The invasion has been a success. Generations of interpenetration have produced a people that like mythic Coyote -the culture hero of many tribes- is one of shape-shifters. Millions of Americans carry the blood of both sides in their veins; millions of us are at once both the invading European and the resistant Indian. In a time of shape-shifting and mixing, Columbus Day, like Coyote, must be a shape-shifter. It must be an occasion for celebrating the nobility of the exploring spirit, but also for reflection on the duties we all owe to one another as common human inhabitants of the place we all call home.
As progressives, we must particularly be attuned on Columbus Day and every day to what our communities are telling us. We are a coalition -a movement- composed of communities and tribes and lineages of every sort and condition. We march with labor, but also support the right of Indians to be accounted as first class citizens of the commonwealth. We confess many faiths, and none at all. We acknowledge the right of many Americans of faith to oppose marriage equality within the context of their own churches, but we also insist that America’s queerfolk be treated as first class citizens, too. We embrace inclusiveness, knowing that ours is the harder choice and the nobler path, one from which the fearful of change turn away.

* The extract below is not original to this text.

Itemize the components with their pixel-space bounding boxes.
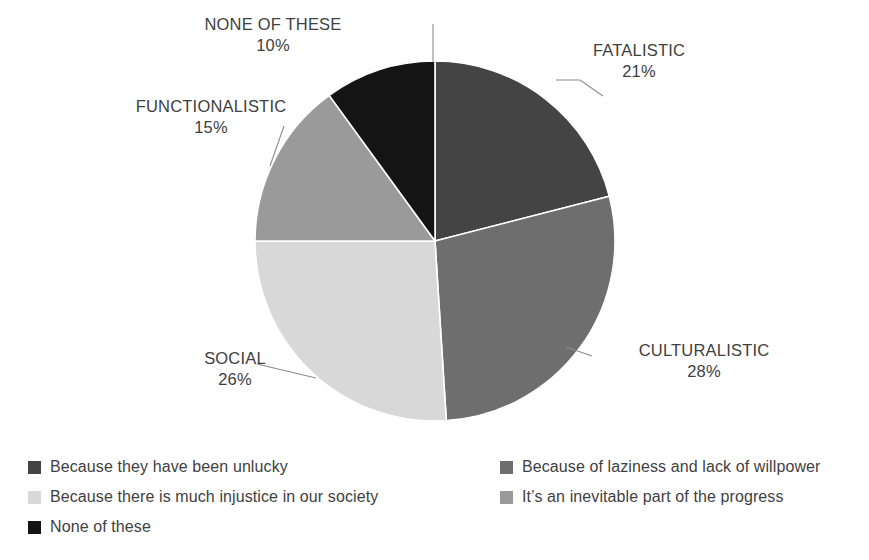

Columbus Day has become a paradox, laden with so many layers to deconstruct the debate will continue long after those currently engaged in it have passed out of this world. It is part of our larger American paradox, in which, as Babylon 5 writer J. Michael Straczynski once observed, "The past tempts us, the present confuses us, [and] the future frightens us...." Whose day is Columbus Day? It is our day, on which, perhaps more than on any other holiday, we need to reflect on who we are, where we’ve been, and where we’re going.
-xxx-
PAUL S. MARCHAND is a pale, European-looking, attorney. He lives and works in Cathedral City, where he served two terms on the City Council, for which he is running again. Thanks to an Act of Congress only a lawyer could love, and the fact that he lives on Indian leased land, his government considers him an Indian living on a Res. Go figure. The views herein are his own, not those of any jurisdiction, agency, entity, club, or other organization, and are not intended as, and should not be construed as, legal advice.
This post is a revision of an earlier post published at this time last year. Since knickers are still in knots, it remains timely.